Beyond evidence: theorising arts and health (ESRC Seminar, Glasgow University, 24 April 2014)

Beyond evidence: theorising arts and health
ESRC Seminar 24 April 2014
Glasgow University

In a deliberately provocative intervention to the emerging health-and-arts field, this day seminar engages social theoretical resources in order to help elaborate how researchers and practitioners might experiment epistemologically in ways that encourage a movement ‘beyond scientism’ and recycled debates about evidence. 4 speakers will use their work to speculate around the following thematics which traverse the day:

  • ‘Rights to experiment’: understanding arts impacts through ideas of justice rather than collection of evidence
  • ‘Working at boundaries of evidence’: the role of phenomenologies of artistic practice and sensings of the arts
  • ‘Epistemologies and artistic cultures’: questioning what happens as ways of thinking merge with artistic practice

We intend the presentations to prompt discussions about how different kinds of art, artists, researchers, bodies and capacities are enlivened through new relationships which the arts-in-health field might hold potential for. The emphasis of the day will be on critical reflection of the arts-and-health field.

Speakers include: Dr Hester Parr and Professor Sarah Atkinson: Introducing ‘beyond evidence’; Professor Alison Phipps (Glasgow) Professor of Languages and Intercultural Studies (Creativity Culture and Faith) and published poet on: ‘Certainty and Doubt: Knowing arts and health from the edge of language’; Dr Gary Ansdell (Director of Education, Nordoff Robbins Institute) on transformative music: ‘Practicing Goethe’s ‘delicate empiricism’ in music therapy research: Finding value and saving the phenomenon’ Dr Bethan Evans (Liverpool) and Dr Charlotte Cooper on ‘Queering arts and health: engaging with fat activism’; Professor Christine Borland (Newcastle) on ‘Circles of Focus’: A collaborative visual art project (with Brody Condon) on body donation for creative and artistic research. Discussants: Tia De Nora (Exeter) and Hayden Lorimer (Glasgow)

The full programme, venue and registration details are available here.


**WHAT IS NEEDED:**
If a line in the data has the string "caption", please show it.

**SOURCE DATA:**
•••••
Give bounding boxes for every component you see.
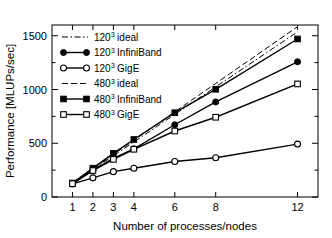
y-tick-label-500: 500 — [29, 137, 47, 149]
legend-label-exponent-0: 3 — [111, 31, 115, 38]
legend-label-suffix-2: GigE — [117, 63, 140, 74]
data-point-2-3 — [131, 165, 137, 171]
legend-label-base-0: 120 — [94, 32, 111, 43]
y-tick-label-1000: 1000 — [23, 84, 47, 96]
data-point-5-0 — [70, 181, 76, 187]
legend-label-exponent-2: 3 — [111, 62, 115, 69]
data-point-4-6 — [295, 36, 301, 42]
data-point-5-6 — [295, 81, 301, 87]
data-point-1-5 — [213, 99, 219, 105]
y-tick-label-0: 0 — [41, 191, 47, 203]
data-point-5-5 — [213, 114, 219, 120]
legend-label-exponent-5: 3 — [111, 109, 115, 116]
legend-label-base-4: 480 — [94, 94, 111, 105]
legend-label-base-2: 120 — [94, 63, 111, 74]
legend-label-exponent-1: 3 — [111, 47, 115, 54]
data-point-2-4 — [172, 159, 178, 165]
data-point-5-2 — [111, 157, 117, 163]
legend-label-suffix-0: ideal — [117, 32, 138, 43]
data-point-5-4 — [172, 128, 178, 134]
x-tick-label-4: 4 — [131, 201, 137, 213]
legend-label-suffix-3: ideal — [117, 78, 138, 89]
chart-canvas: 12346812 050010001500 1203ideal1203Infin… — [0, 0, 332, 238]
x-tick-label-6: 6 — [172, 201, 178, 213]
y-tick-label-1500: 1500 — [23, 30, 47, 42]
data-point-4-3 — [131, 137, 137, 143]
data-point-5-1 — [90, 168, 96, 174]
legend-marker-left-4 — [61, 96, 67, 102]
y-axis-title: Performance [MLUPs/sec] — [4, 44, 16, 178]
x-tick-label-3: 3 — [110, 201, 116, 213]
legend-item-2: 1203GigE — [61, 62, 140, 73]
legend-marker-left-2 — [61, 65, 67, 71]
data-point-2-1 — [90, 175, 96, 181]
x-axis-title: Number of processes/nodes — [113, 220, 257, 232]
legend-label-exponent-3: 3 — [111, 78, 115, 85]
legend-item-5: 4803GigE — [61, 109, 140, 120]
data-point-1-4 — [172, 122, 178, 128]
legend-item-4: 4803InfiniBand — [61, 93, 162, 104]
legend-label-suffix-4: InfiniBand — [117, 94, 161, 105]
legend-item-1: 1203InfiniBand — [61, 47, 162, 58]
legend-marker-right-1 — [84, 50, 90, 56]
data-point-4-4 — [172, 110, 178, 116]
chart-legend: 1203ideal1203InfiniBand1203GigE4803ideal… — [61, 31, 162, 120]
data-point-5-3 — [131, 146, 137, 152]
legend-marker-right-5 — [84, 112, 90, 118]
legend-label-exponent-4: 3 — [111, 93, 115, 100]
legend-marker-right-2 — [84, 65, 90, 71]
legend-label-base-5: 480 — [94, 109, 111, 120]
legend-label-base-3: 480 — [94, 78, 111, 89]
data-point-2-2 — [110, 169, 116, 175]
legend-marker-right-4 — [84, 96, 90, 102]
legend-marker-left-1 — [61, 50, 67, 56]
data-point-4-2 — [111, 151, 117, 157]
data-point-2-5 — [213, 155, 219, 161]
legend-label-suffix-5: GigE — [117, 109, 140, 120]
x-tick-label-12: 12 — [291, 201, 303, 213]
legend-marker-left-5 — [61, 112, 67, 118]
x-tick-label-2: 2 — [90, 201, 96, 213]
data-point-2-6 — [295, 141, 301, 147]
data-point-1-6 — [295, 59, 301, 65]
legend-label-suffix-1: InfiniBand — [117, 47, 161, 58]
x-tick-label-8: 8 — [213, 201, 219, 213]
x-tick-label-1: 1 — [69, 201, 75, 213]
legend-item-0: 1203ideal — [62, 31, 138, 42]
legend-label-base-1: 120 — [94, 47, 111, 58]
data-point-4-5 — [213, 86, 219, 92]
legend-item-3: 4803ideal — [62, 78, 138, 89]
performance-chart: 12346812 050010001500 1203ideal1203Infin… — [0, 0, 332, 238]
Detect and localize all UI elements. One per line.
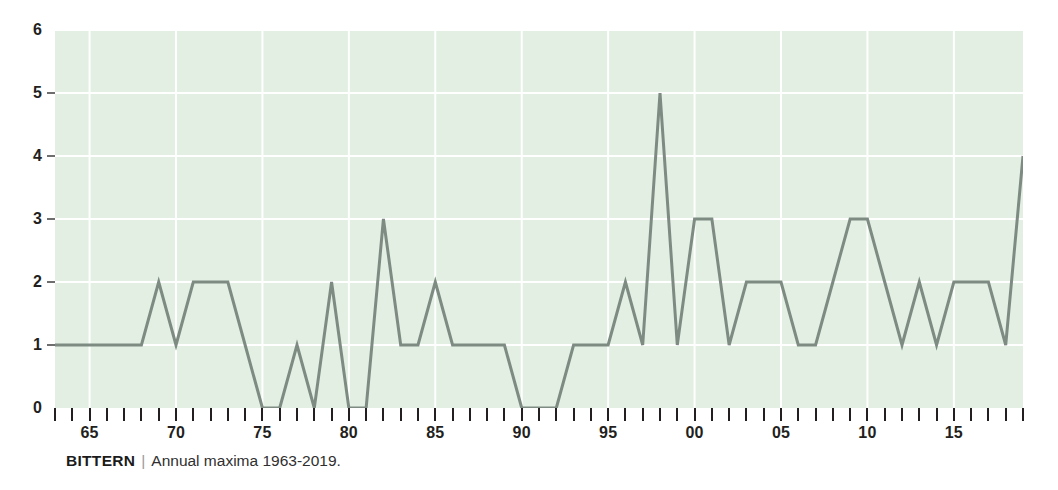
- x-axis-tick-mark: [711, 408, 713, 421]
- y-axis-tick-dash: [47, 92, 55, 94]
- x-axis-tick-mark: [901, 408, 903, 421]
- x-axis-tick-mark: [123, 408, 125, 421]
- y-axis-tick-dash: [47, 218, 55, 220]
- x-axis-tick-mark: [573, 408, 575, 421]
- y-axis-tick-label: 2: [33, 274, 42, 290]
- y-axis-tick-4: 4: [33, 148, 55, 164]
- x-axis-tick-mark: [676, 408, 678, 421]
- x-axis-tick-mark: [918, 408, 920, 421]
- x-axis-tick-mark: [296, 408, 298, 421]
- x-axis-tick-mark: [175, 408, 177, 421]
- x-axis-tick-mark: [590, 408, 592, 421]
- x-axis-tick-mark: [71, 408, 73, 421]
- x-axis-tick-mark: [936, 408, 938, 421]
- y-axis-tick-label: 6: [33, 22, 42, 38]
- y-axis-tick-label: 5: [33, 85, 42, 101]
- x-axis-tick-mark: [884, 408, 886, 421]
- data-series-line: [55, 93, 1023, 408]
- x-axis-tick-mark: [538, 408, 540, 421]
- x-axis-tick-mark: [140, 408, 142, 421]
- x-axis-tick-mark: [815, 408, 817, 421]
- x-axis-tick-mark: [642, 408, 644, 421]
- plot-svg: [55, 30, 1023, 408]
- x-axis-tick-label-70: 70: [167, 424, 185, 442]
- x-axis-tick-mark: [659, 408, 661, 421]
- x-axis-tick-mark: [434, 408, 436, 421]
- x-axis-tick-label-15: 15: [945, 424, 963, 442]
- x-axis-tick-mark: [1005, 408, 1007, 421]
- x-axis-tick-mark: [227, 408, 229, 421]
- x-axis-tick-mark: [987, 408, 989, 421]
- y-axis-tick-2: 2: [33, 274, 55, 290]
- x-axis-tick-mark: [469, 408, 471, 421]
- x-axis: 6570758085909500051015: [55, 408, 1023, 448]
- x-axis-tick-label-05: 05: [772, 424, 790, 442]
- x-axis-tick-mark: [331, 408, 333, 421]
- x-axis-tick-mark: [486, 408, 488, 421]
- x-axis-tick-mark: [382, 408, 384, 421]
- x-axis-tick-mark: [365, 408, 367, 421]
- x-axis-tick-mark: [192, 408, 194, 421]
- x-axis-tick-mark: [866, 408, 868, 421]
- y-axis-tick-label: 0: [33, 400, 42, 416]
- x-axis-tick-mark: [244, 408, 246, 421]
- x-axis-tick-label-85: 85: [426, 424, 444, 442]
- y-axis-tick-label: 1: [33, 337, 42, 353]
- x-axis-tick-mark: [106, 408, 108, 421]
- y-axis-tick-3: 3: [33, 211, 55, 227]
- x-axis-tick-label-95: 95: [599, 424, 617, 442]
- x-axis-tick-mark: [400, 408, 402, 421]
- x-axis-tick-mark: [970, 408, 972, 421]
- x-axis-tick-mark: [555, 408, 557, 421]
- x-axis-tick-mark: [452, 408, 454, 421]
- x-axis-tick-mark: [313, 408, 315, 421]
- caption-species: BITTERN: [66, 452, 135, 470]
- x-axis-tick-mark: [953, 408, 955, 421]
- x-axis-tick-mark: [210, 408, 212, 421]
- x-axis-tick-label-00: 00: [685, 424, 703, 442]
- x-axis-tick-mark: [158, 408, 160, 421]
- bittern-annual-maxima-chart: 0123456 6570758085909500051015 BITTERN |…: [0, 0, 1058, 490]
- y-axis-tick-dash: [47, 155, 55, 157]
- caption-separator: |: [141, 452, 145, 470]
- x-axis-tick-mark: [780, 408, 782, 421]
- y-axis-tick-label: 3: [33, 211, 42, 227]
- x-axis-tick-mark: [849, 408, 851, 421]
- y-axis-tick-1: 1: [33, 337, 55, 353]
- horizontal-gridlines: [55, 30, 1023, 345]
- x-axis-tick-mark: [348, 408, 350, 421]
- x-axis-tick-mark: [261, 408, 263, 421]
- chart-caption: BITTERN | Annual maxima 1963-2019.: [66, 452, 341, 470]
- x-axis-tick-mark: [694, 408, 696, 421]
- caption-description: Annual maxima 1963-2019.: [151, 452, 341, 470]
- x-axis-tick-mark: [279, 408, 281, 421]
- x-axis-tick-label-65: 65: [80, 424, 98, 442]
- x-axis-tick-label-80: 80: [340, 424, 358, 442]
- y-axis-tick-dash: [47, 344, 55, 346]
- x-axis-tick-mark: [832, 408, 834, 421]
- plot-area: [55, 30, 1023, 408]
- x-axis-tick-mark: [503, 408, 505, 421]
- x-axis-tick-mark: [797, 408, 799, 421]
- x-axis-tick-mark: [728, 408, 730, 421]
- x-axis-tick-label-90: 90: [513, 424, 531, 442]
- x-axis-tick-label-10: 10: [858, 424, 876, 442]
- x-axis-tick-mark: [745, 408, 747, 421]
- x-axis-tick-mark: [89, 408, 91, 421]
- x-axis-tick-mark: [1022, 408, 1024, 421]
- y-axis-tick-5: 5: [33, 85, 55, 101]
- y-axis: 0123456: [0, 30, 55, 408]
- x-axis-tick-mark: [607, 408, 609, 421]
- y-axis-tick-0: 0: [33, 400, 55, 416]
- x-axis-tick-label-75: 75: [253, 424, 271, 442]
- y-axis-tick-dash: [47, 281, 55, 283]
- x-axis-tick-mark: [417, 408, 419, 421]
- x-axis-tick-mark: [521, 408, 523, 421]
- x-axis-tick-mark: [54, 408, 56, 421]
- x-axis-tick-mark: [624, 408, 626, 421]
- y-axis-tick-label: 4: [33, 148, 42, 164]
- y-axis-tick-6: 6: [33, 22, 55, 38]
- x-axis-tick-mark: [763, 408, 765, 421]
•••••
**RESULT FOR THIS EXERCISE:**
- caption-species: BITTERN: [66, 452, 135, 470]
- caption-separator: |: [141, 452, 145, 470]
- chart-caption: BITTERN | Annual maxima 1963-2019.: [66, 452, 341, 470]
- caption-description: Annual maxima 1963-2019.: [151, 452, 341, 470]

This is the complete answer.